IBM Tests Watson Technology to Keep Eye on Traders

International Business Machines Corp. is piloting its Jeopardy-winning Watson technology as a tool for catching rogue traders at large financial institutions, executives said in an interview Monday.

The company's Watson Financial Services product looks for patterns in traders' chats and emails while also analyzing numerical trading data. The surveillance tool is being piloted with a handful, or fewer than 10, financial-industry clients, said Bridget van Kralingen, senior vice president of IBM Industry Platforms.

The company is also developing other capabilities for the technology, Ms. van Kralingen said. One analyzes regulatory text to identify obligations that companies might face and to help assess whether the company's compliance programs are sufficient to comply with the rules. Another would assist banks in detecting suspicious customers or transactions.

The services are a new foray for IBM as it seeks to win a larger slice of the multibillion-dollar business of helping banks comply with regulations. The project is one of many efforts to make the Watson artificial intelligence computer program bear fruit six years after its debut besting human contestants on the Jeopardy game show.

In September, IBM agreed to buy financial consultancy Promontory Financial Group, a move executives said was designed to help train Watson in the Byzantine business of bank rules.

When it went on Jeopardy, Watson was a generalist, answering trivia questions about a range of topics. IBM has since been working to beef up its expertise in specific fields, such as treating cancer.

The trader-surveillance capability is Watson's most advanced in the financial-services realm, said Ms. Van Kralingen and Eugene Ludwig, who founded Promontory and continues to run it as part of IBM, in a joint interview Monday.

They likened their effort to Watson's application for medical diagnoses. In that context, Watson will read medical literature and consider patient histories and symptoms before offering a potential diagnosis. At a financial firm, Watson might analyze trader chats, emails, trading data, market data and other inputs to flag cases where a bank employee might be engaging in insider trading or market manipulation.

The pitch is that banks need Watson because compliance officers alone can't analyze all that information, and because other technology relies on more rudimentary tools such as searching emails for words that might raise red flags. Watson, IBM says, analyzes more data and is more sophisticated in identifying patterns.

"I think about it like a detective that can do problem solving, rather than just a search. And that is the difference that many risk and compliance officers are desperate for," said Ms. Van Kralingen.

She said Watson is learning how to move beyond its ability to process language, which was the basis for its competition on Jeopardy, to work with numerical financial data.

The capability for Watson to analyze regulatory text and banks' own compliance systems is still under construction, she said. That project is relying both on Promontory's stable of expert former regulators and on data that Promontory has created identifying individual obligations for banks among thousands of pages of federal rules, the executives said.

In the anti-money-laundering arena, IBM is trying to create a tool that would be better than existing technology at identifying suspicious transactions, they said. The goal is for the technology to generate fewer "false positives" -- transaction alerts that banks spend time investigating, only to find out later that they are innocuous.

Mr. Ludwig said that "the enthusiasm is unbelievable" among potential clients for the anti-money-laundering tool.

To be sure, the learning process for Watson can be a long road. Previous projects have run into hurdles. One attempt to use it in cancer treatment at a Texas hospital stalled due in part to challenges of integrating the technology with the hospital's data systems, even though IBM said Watson itself was working effectively in that context.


Search the listing below, and show each line that includes the word "from".

Given records Start Marker

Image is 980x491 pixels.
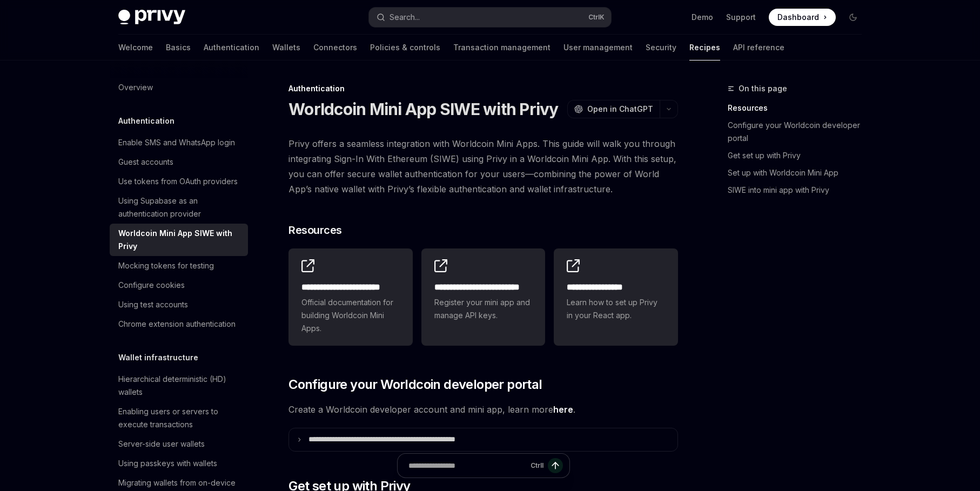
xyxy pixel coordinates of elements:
button: Open search [369,8,611,27]
div: Enabling users or servers to execute transactions [118,405,242,431]
button: Send message [548,458,563,473]
a: Worldcoin Mini App SIWE with Privy [110,224,248,256]
a: Recipes [689,34,720,61]
div: Authentication [288,83,678,94]
a: Transaction management [453,34,550,61]
a: Demo [692,12,713,23]
span: On this page [738,82,787,95]
div: Using passkeys with wallets [118,457,217,470]
a: Basics [166,34,190,61]
span: Configure your Worldcoin developer portal [288,376,542,393]
div: Hierarchical deterministic (HD) wallets [118,373,242,399]
a: API reference [733,34,784,61]
h1: Worldcoin Mini App SIWE with Privy [288,99,559,119]
a: Policies & controls [370,34,440,61]
div: Guest accounts [118,155,173,169]
button: Open in ChatGPT [567,100,660,118]
span: Privy offers a seamless integration with Worldcoin Mini Apps. This guide will walk you through in... [288,136,678,197]
a: Welcome [118,34,153,61]
a: Server-side user wallets [110,434,248,454]
div: Worldcoin Mini App SIWE with Privy [118,227,242,252]
a: Authentication [204,34,260,61]
a: Guest accounts [110,152,248,172]
span: Official documentation for building Worldcoin Mini Apps. [302,296,399,335]
a: Dashboard [769,9,835,26]
a: Enabling users or servers to execute transactions [110,402,248,434]
a: User management [563,34,633,61]
div: Using test accounts [118,298,188,311]
a: Using test accounts [110,294,248,314]
div: Chrome extension authentication [118,318,235,330]
a: Use tokens from OAuth providers [110,172,248,191]
div: Overview [118,81,153,94]
a: Using Supabase as an authentication provider [110,191,248,224]
a: Support [726,12,755,23]
a: SIWE into mini app with Privy [727,182,870,199]
h5: Wallet infrastructure [118,351,198,364]
div: Server-side user wallets [118,437,204,451]
a: Chrome extension authentication [110,314,248,334]
span: Register your mini app and manage API keys. [434,296,532,322]
a: Connectors [313,34,357,61]
a: Configure cookies [110,275,248,294]
span: Create a Worldcoin developer account and mini app, learn more . [288,402,678,417]
a: Security [646,34,676,61]
input: Ask a question... [408,454,526,477]
span: Resources [288,222,342,238]
a: here [553,404,573,415]
button: Toggle dark mode [844,9,862,26]
h5: Authentication [118,114,174,127]
div: Configure cookies [118,279,185,291]
a: Enable SMS and WhatsApp login [110,133,248,152]
a: Using passkeys with wallets [110,454,248,473]
span: Learn how to set up Privy in your React app. [567,296,665,322]
img: dark logo [118,10,185,25]
a: Resources [727,99,870,117]
span: Ctrl K [588,13,605,22]
span: Dashboard [777,12,819,23]
a: Get set up with Privy [727,147,870,164]
span: Open in ChatGPT [587,103,653,114]
a: Set up with Worldcoin Mini App [727,164,870,182]
a: Wallets [272,34,300,61]
a: Hierarchical deterministic (HD) wallets [110,369,248,402]
a: Configure your Worldcoin developer portal [727,117,870,147]
div: Use tokens from OAuth providers [118,175,238,188]
a: Mocking tokens for testing [110,256,248,275]
div: Search... [389,11,420,24]
div: Enable SMS and WhatsApp login [118,136,235,149]
a: Overview [110,78,248,97]
div: Using Supabase as an authentication provider [118,194,242,221]
div: Mocking tokens for testing [118,259,214,272]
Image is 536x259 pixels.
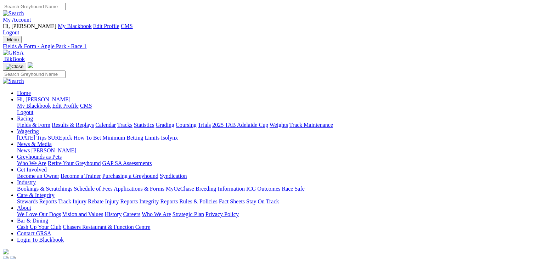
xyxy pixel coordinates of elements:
[3,29,19,35] a: Logout
[17,166,47,172] a: Get Involved
[246,186,280,192] a: ICG Outcomes
[4,56,25,62] span: BlkBook
[7,37,19,42] span: Menu
[195,186,245,192] a: Breeding Information
[102,135,159,141] a: Minimum Betting Limits
[31,147,76,153] a: [PERSON_NAME]
[3,70,66,78] input: Search
[219,198,245,204] a: Fact Sheets
[289,122,333,128] a: Track Maintenance
[114,186,164,192] a: Applications & Forms
[58,23,92,29] a: My Blackbook
[52,122,94,128] a: Results & Replays
[17,211,533,217] div: About
[3,249,8,254] img: logo-grsa-white.png
[198,122,211,128] a: Trials
[160,173,187,179] a: Syndication
[3,50,24,56] img: GRSA
[17,186,72,192] a: Bookings & Scratchings
[58,198,103,204] a: Track Injury Rebate
[17,179,36,185] a: Industry
[117,122,132,128] a: Tracks
[6,64,23,69] img: Close
[17,192,55,198] a: Care & Integrity
[3,63,26,70] button: Toggle navigation
[17,205,31,211] a: About
[3,56,25,62] a: BlkBook
[142,211,171,217] a: Who We Are
[3,23,56,29] span: Hi, [PERSON_NAME]
[179,198,217,204] a: Rules & Policies
[17,115,33,121] a: Racing
[17,173,59,179] a: Become an Owner
[104,211,121,217] a: History
[17,211,61,217] a: We Love Our Dogs
[17,147,533,154] div: News & Media
[93,23,119,29] a: Edit Profile
[105,198,138,204] a: Injury Reports
[161,135,178,141] a: Isolynx
[17,160,533,166] div: Greyhounds as Pets
[205,211,239,217] a: Privacy Policy
[3,78,24,84] img: Search
[17,135,533,141] div: Wagering
[17,198,57,204] a: Stewards Reports
[176,122,197,128] a: Coursing
[17,230,51,236] a: Contact GRSA
[63,224,150,230] a: Chasers Restaurant & Function Centre
[134,122,154,128] a: Statistics
[17,135,46,141] a: [DATE] Tips
[17,103,51,109] a: My Blackbook
[17,96,72,102] a: Hi, [PERSON_NAME]
[121,23,133,29] a: CMS
[74,186,112,192] a: Schedule of Fees
[102,173,158,179] a: Purchasing a Greyhound
[52,103,79,109] a: Edit Profile
[17,217,48,223] a: Bar & Dining
[17,122,50,128] a: Fields & Form
[17,224,533,230] div: Bar & Dining
[3,3,66,10] input: Search
[95,122,116,128] a: Calendar
[123,211,140,217] a: Careers
[17,237,64,243] a: Login To Blackbook
[28,62,33,68] img: logo-grsa-white.png
[156,122,174,128] a: Grading
[3,23,533,36] div: My Account
[17,122,533,128] div: Racing
[48,160,101,166] a: Retire Your Greyhound
[17,160,46,166] a: Who We Are
[17,96,70,102] span: Hi, [PERSON_NAME]
[62,211,103,217] a: Vision and Values
[17,173,533,179] div: Get Involved
[17,90,31,96] a: Home
[48,135,72,141] a: SUREpick
[17,186,533,192] div: Industry
[281,186,304,192] a: Race Safe
[102,160,152,166] a: GAP SA Assessments
[17,224,61,230] a: Cash Up Your Club
[17,141,52,147] a: News & Media
[17,147,30,153] a: News
[269,122,288,128] a: Weights
[17,128,39,134] a: Wagering
[166,186,194,192] a: MyOzChase
[172,211,204,217] a: Strategic Plan
[246,198,279,204] a: Stay On Track
[17,103,533,115] div: Hi, [PERSON_NAME]
[139,198,178,204] a: Integrity Reports
[80,103,92,109] a: CMS
[74,135,101,141] a: How To Bet
[3,17,31,23] a: My Account
[17,198,533,205] div: Care & Integrity
[17,154,62,160] a: Greyhounds as Pets
[61,173,101,179] a: Become a Trainer
[3,36,22,43] button: Toggle navigation
[3,10,24,17] img: Search
[17,109,33,115] a: Logout
[212,122,268,128] a: 2025 TAB Adelaide Cup
[3,43,533,50] a: Fields & Form - Angle Park - Race 1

Given records End Marker

→ Reply:
a: Use tokens from OAuth providers [110,172,248,191]
div: Use tokens from OAuth providers [118,175,238,188]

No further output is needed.